“You nearly bled to death for stones and mortar.” The words come out harsh, weighted with anger I can’t quite suppress.
Her gray eyes flash with the fire I’ve come to expect from her, even weakened as she is. “You bleed for them every day without asking permission. Don’t lecture me about sacrifice.”
The defiance in her voice stirs something dangerous in my chest. Not anger—something deeper, more primal. The need to either argue with her until she yields or kiss her into silence.
“That’s different,” I growl, wrapping clean cloth around her palm with movements that grow slower, more deliberate. “I’m built for bleeding. Trained for it. My body can take damage that would kill most people.”
“And I’m built for this,” she counters, gesturing weakly toward the window where the blazing standard is visible. “For seeing patterns, for understanding how threads work together, for making broken things whole again. This is what I do, Vlorn. This is who I am.”
The way she says my name—not Warlord or my lord, just my name—sends heat racing through me. There’s intimacy in it, acknowledgment of something personal between us.
I focus on securing the bandage around her palm, but my movements have grown careful beyond medical necessity. My thumb brushes across her wrist as I tie off the cloth, and her pulse jumps under the touch.
The response is immediate and electric—awareness crackling between us that makes my breathing change. Her lips part slightly, and I catch the subtle shift in her scent that speaks of attraction matching my own.
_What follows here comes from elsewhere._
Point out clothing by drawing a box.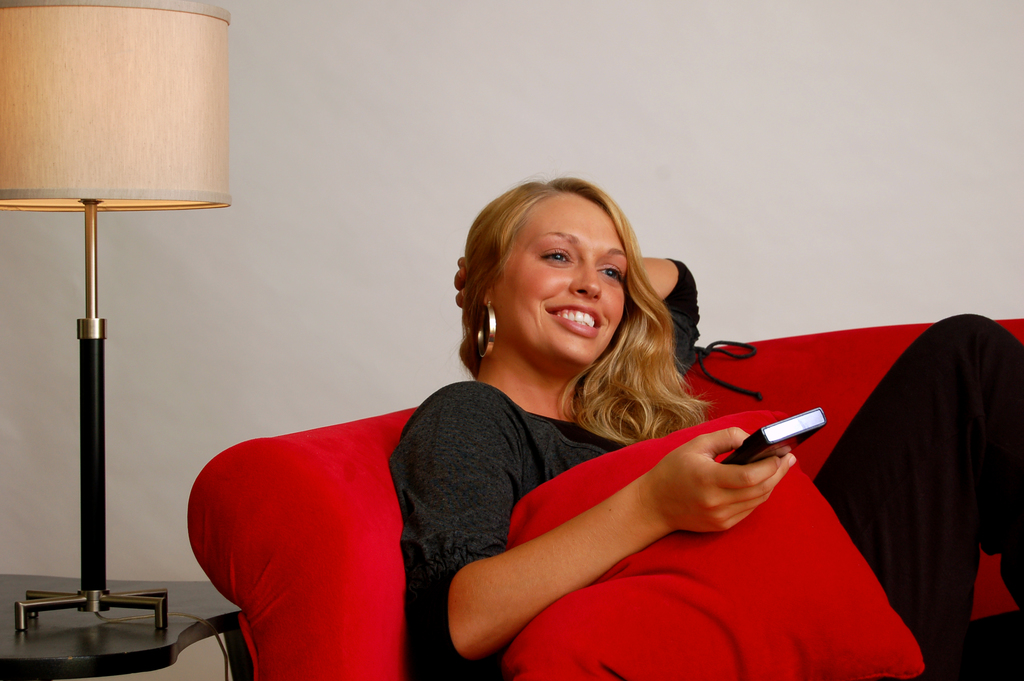
locate(392, 308, 1023, 680).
“What you are,” my voice drops to a rumble, “is too valuable to risk. Too...” I stop, the wordpreciousdying on my tongue before I can voice it.
“Too what?” she presses, and there’s something in her expression that tells me she heard what I almost said.
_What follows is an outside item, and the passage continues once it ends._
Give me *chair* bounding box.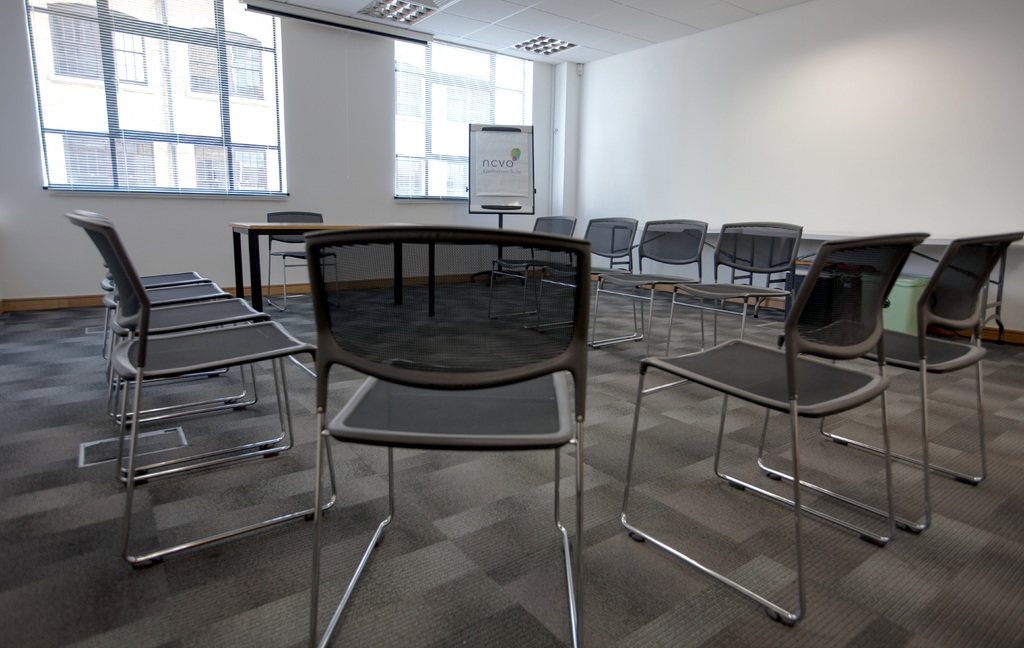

My hand has stilled on her wrist, thumb resting against the delicate pulse point. Her heartbeat quickens. Her breathing grows shallower when I’m this close.
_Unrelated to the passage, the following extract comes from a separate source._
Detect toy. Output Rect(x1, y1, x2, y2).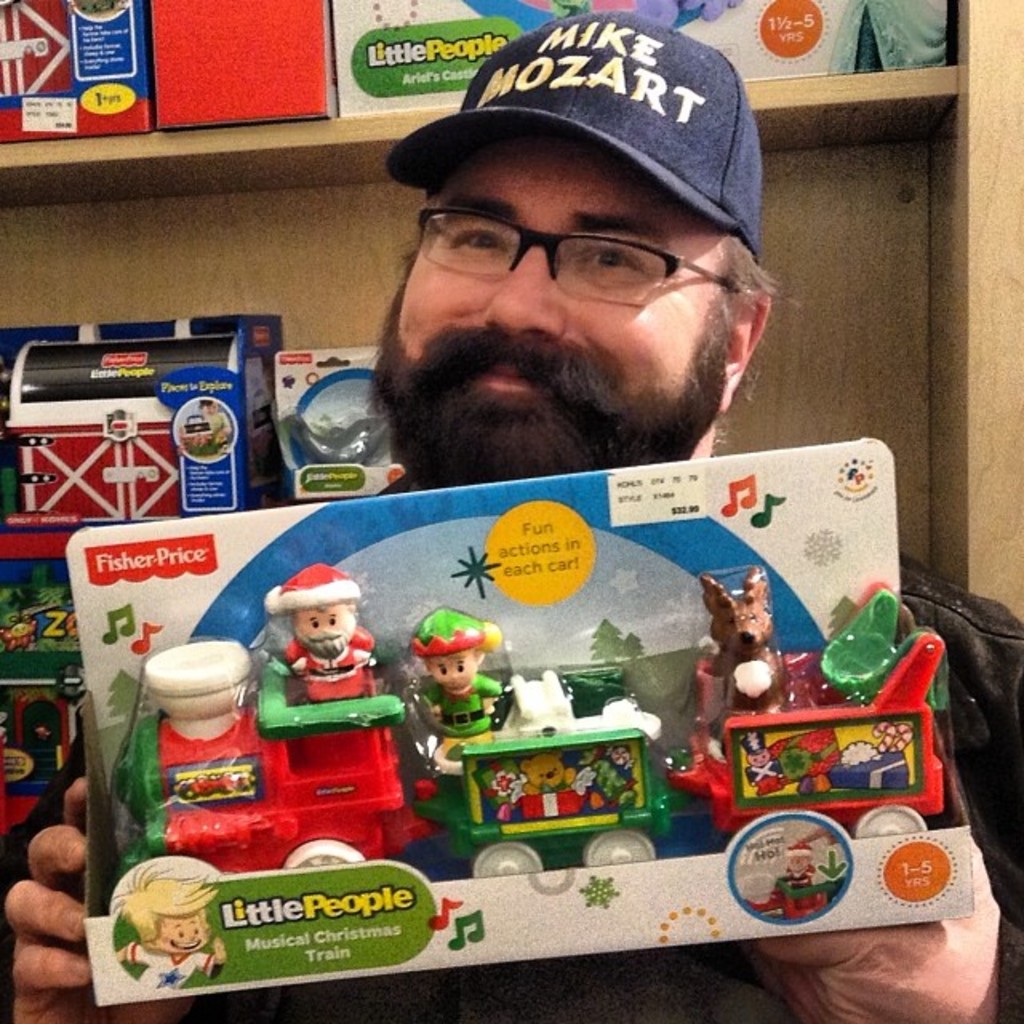
Rect(112, 635, 454, 867).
The air between us grows charged, heavy with unspoken truths and desires I have no business entertaining. I’m leaning closer without meaning to, drawn by the scent of her skin and the way her eyes widen when I’m near.
She should be afraid. Should be pulling away from the predator who could crush her without effort, who owns her by right of conquest and ceremonial shackles that mark her as property.
Instead, she holds my gaze with steady courage that takes my breath away.
“Important,” I finish lamely, but we both know that’s not what I almost said.
The silence stretches between us, filled with awareness and want and the steady rhythm of her pulse under my thumb. Istudy the faint freckles across her nose that I’ve never noticed before.
“Important how?” The question is barely above a whisper, but it might as well be a shout for how it affects me.
I should pull back. Should remember who I am and what she is and all the reasons this can’t happen. Should maintain the careful distance that keeps both of us safe from consequences neither can afford.
Instead, I let my thumb trace the delicate line of her wrist, watching her pulse flutter beneath pale skin.
“Important enough that when I saw you lying there, bleeding, unconscious...” I stop, jaw working as I struggle with words that reveal too much. “Important enough that for a moment, I forgot everything else existed.”
Her eyes widen at the confession, and I see my own hunger reflected there. Not just physical attraction—though that burns between us—but something deeper. Recognition. Understanding. The acknowledgment that whatever this is between us has grown beyond simple captivity or protection.
“Vlorn.” My name on her lips is soft, wondering, changed by what’s building in the charged air between us.
“This is dangerous,” I warn, but my voice lacks conviction. My hand has moved from her wrist to cup her face, thumb tracing the delicate line of her cheekbone. “For both of us.”
“I know.” Her voice is breathless now, but steady. “I don’t care.”
The admission breaks something inside me that I’ve been holding in check since the moment I first saw her. All the reasons this is impossible, all the political considerations and practical concerns, burn away under the weight of want and need and hope I’d buried long ago.
“You should care,” I tell her, even as I lean closer. “You should be afraid of me.”
“Why?” She tilts her face up toward mine, eyes blazing with challenge and invitation in equal measure. “Because you’re big? Because you’re dangerous? Because you could hurt me if you wanted to?”
“Yes.”
“But you won’t.” It’s not a question—it’s a statement of absolute certainty that hits me harder than any blade. “You won’t hurt me because you don’t want to. Because whatever this is between us, it matters to you.”
She’s right, and the knowledge terrifies me more than any enemy army ever could. She matters. Somewhere between the ceremonial shackles and the shared maps and the sight of her working to save my fortress with her own blood, she’s become essential to my existence in ways I’m not ready to examine.